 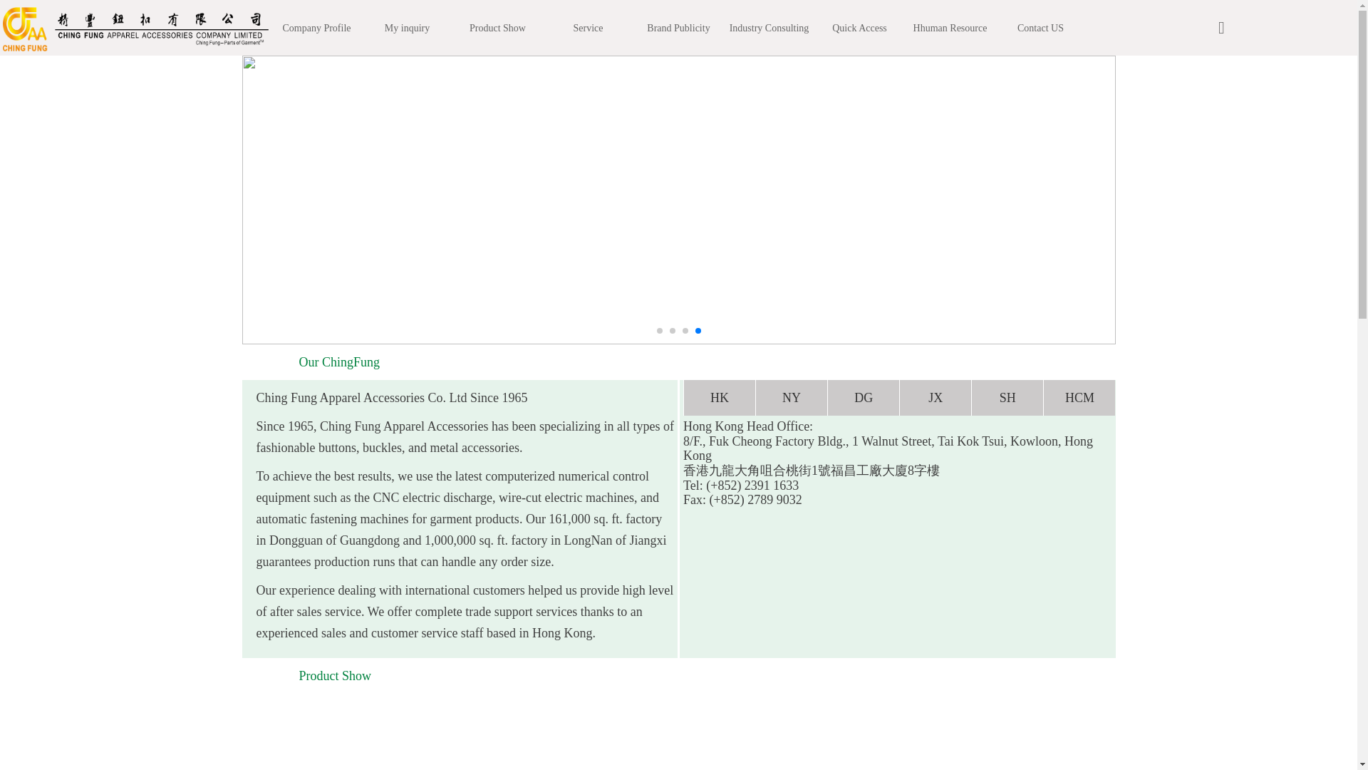 What do you see at coordinates (1007, 398) in the screenshot?
I see `SH` at bounding box center [1007, 398].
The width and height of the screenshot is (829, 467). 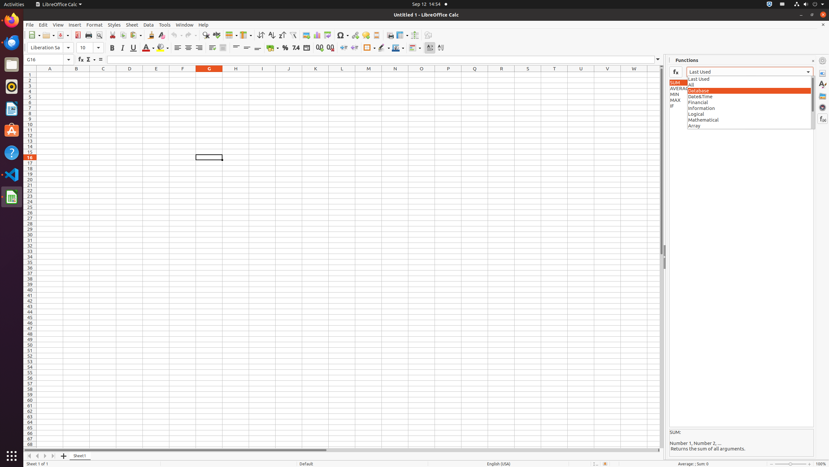 I want to click on K1, so click(x=316, y=75).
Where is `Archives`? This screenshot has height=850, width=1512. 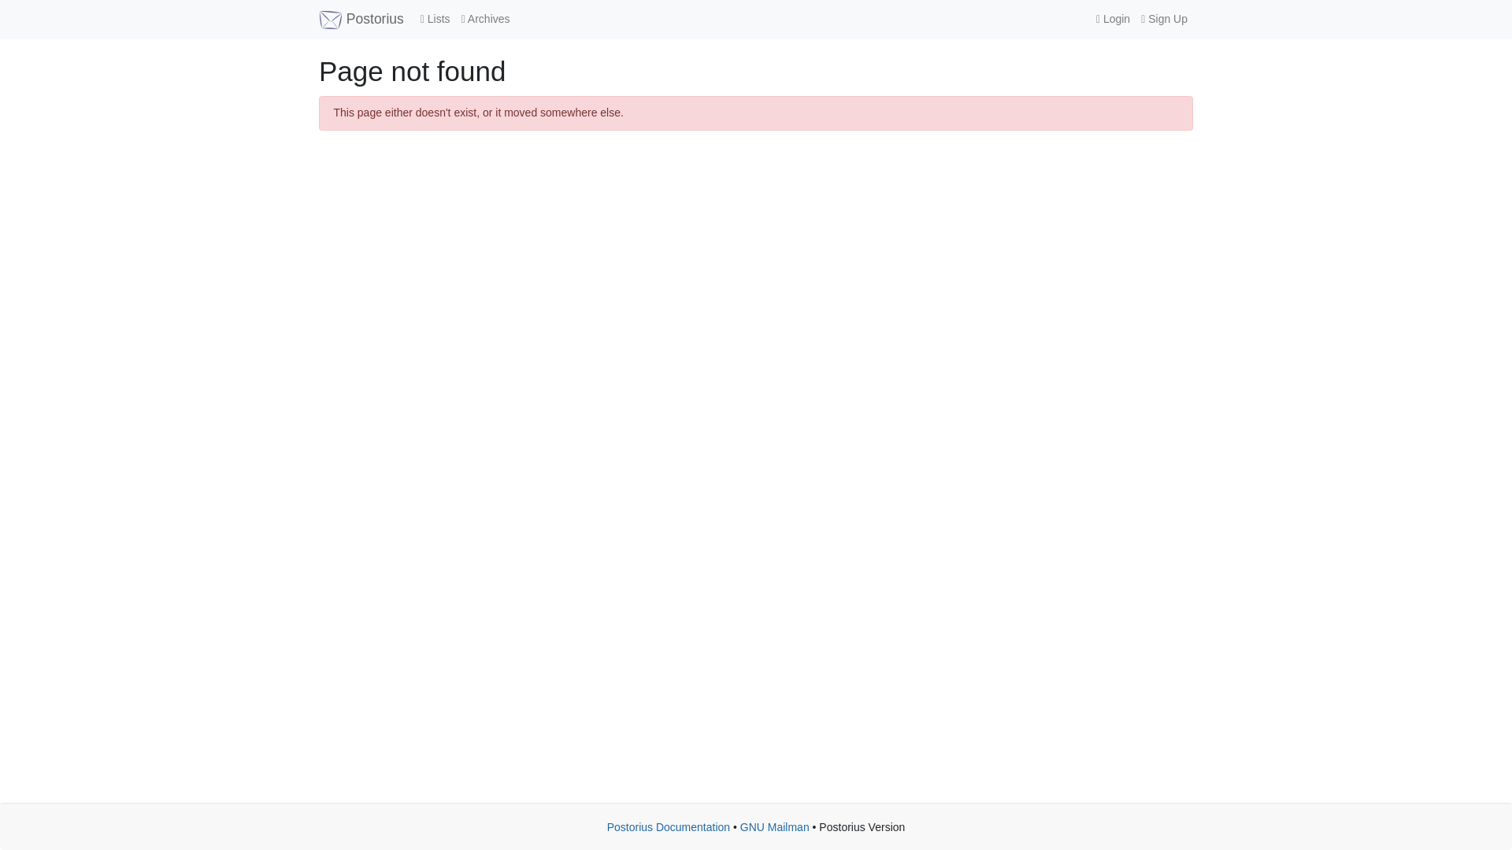 Archives is located at coordinates (485, 19).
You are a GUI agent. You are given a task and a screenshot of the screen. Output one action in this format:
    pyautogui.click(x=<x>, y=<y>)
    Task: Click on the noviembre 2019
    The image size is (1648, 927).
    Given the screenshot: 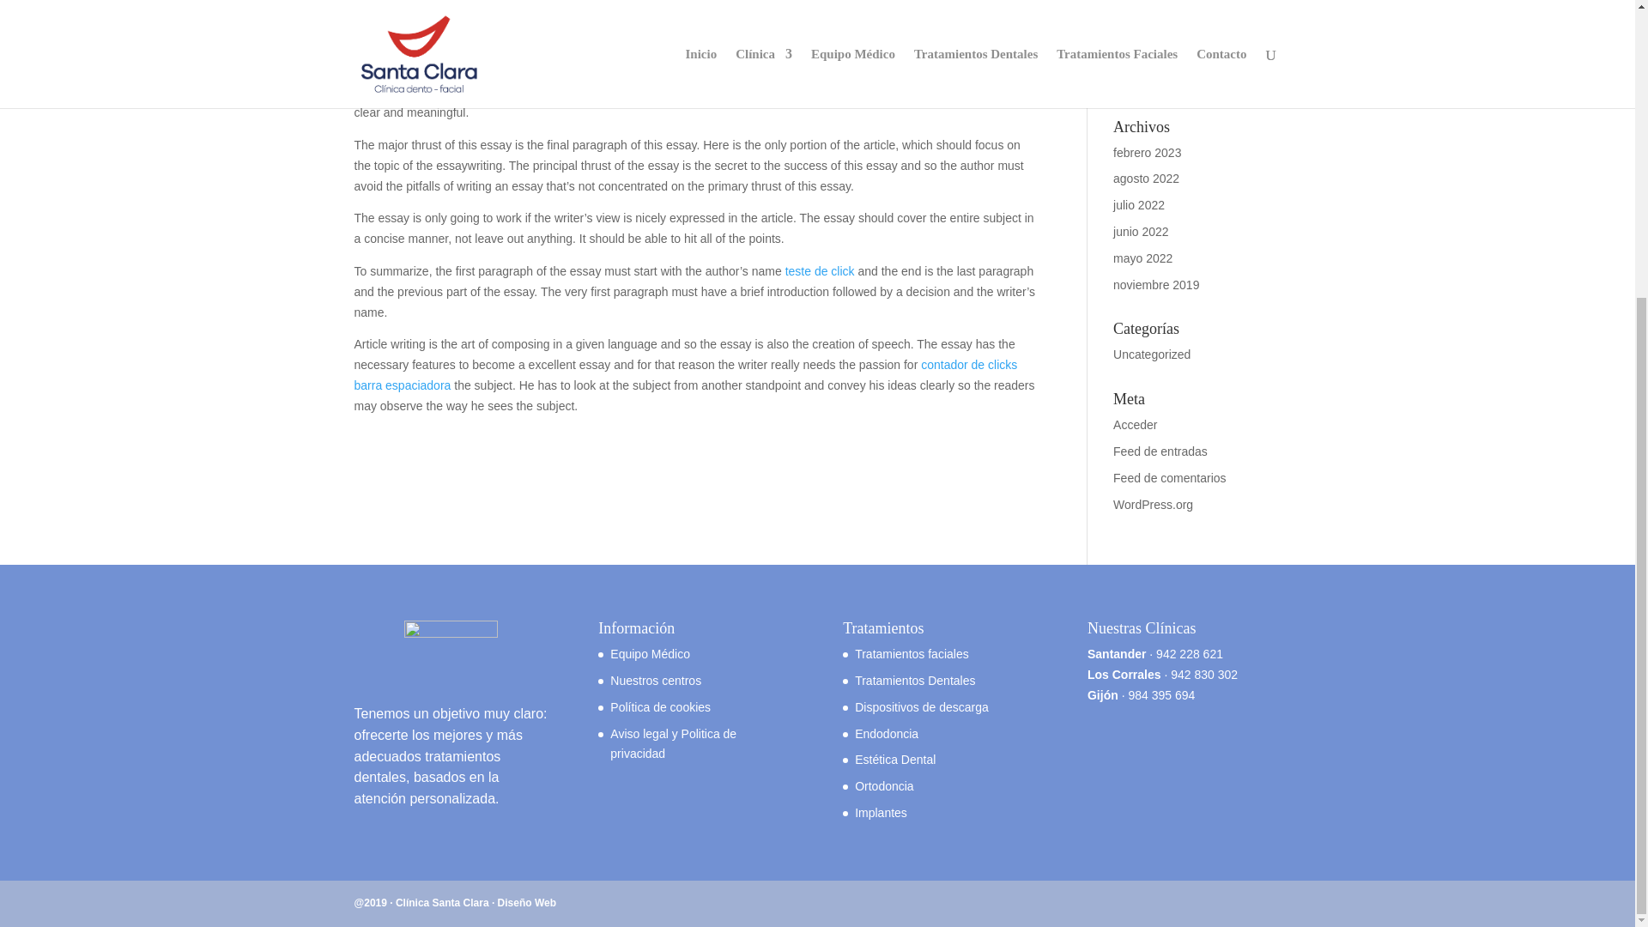 What is the action you would take?
    pyautogui.click(x=1156, y=285)
    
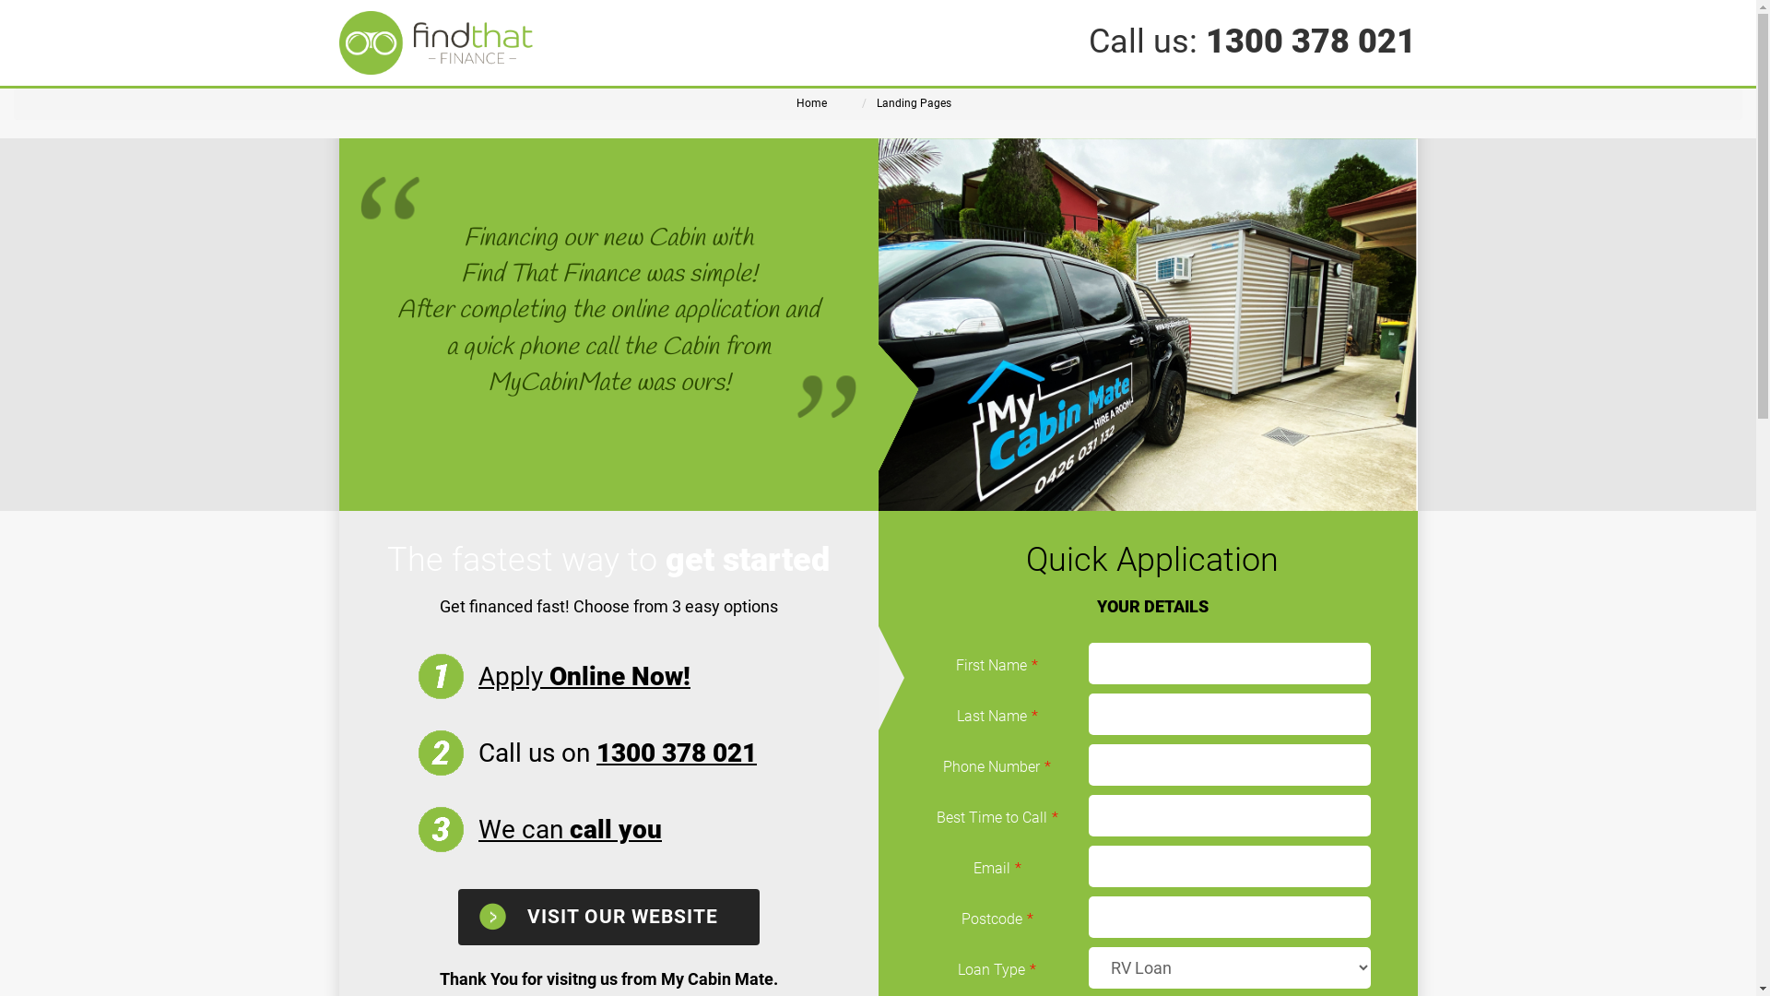 The height and width of the screenshot is (996, 1770). Describe the element at coordinates (570, 829) in the screenshot. I see `We can call you` at that location.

**Exercise goal:** The answer is the lines above between the line holding "You are a GUI" and the line holding "The image size is (1648, 927).", inclusive, each written out exactly, and no others.

**Result for this exercise:**
You are a GUI agent. You are given a task and a screenshot of the screen. Output one action in this format:
    pyautogui.click(x=<x>, y=<y>)
    Task: Click on the noviembre 2019
    The image size is (1648, 927).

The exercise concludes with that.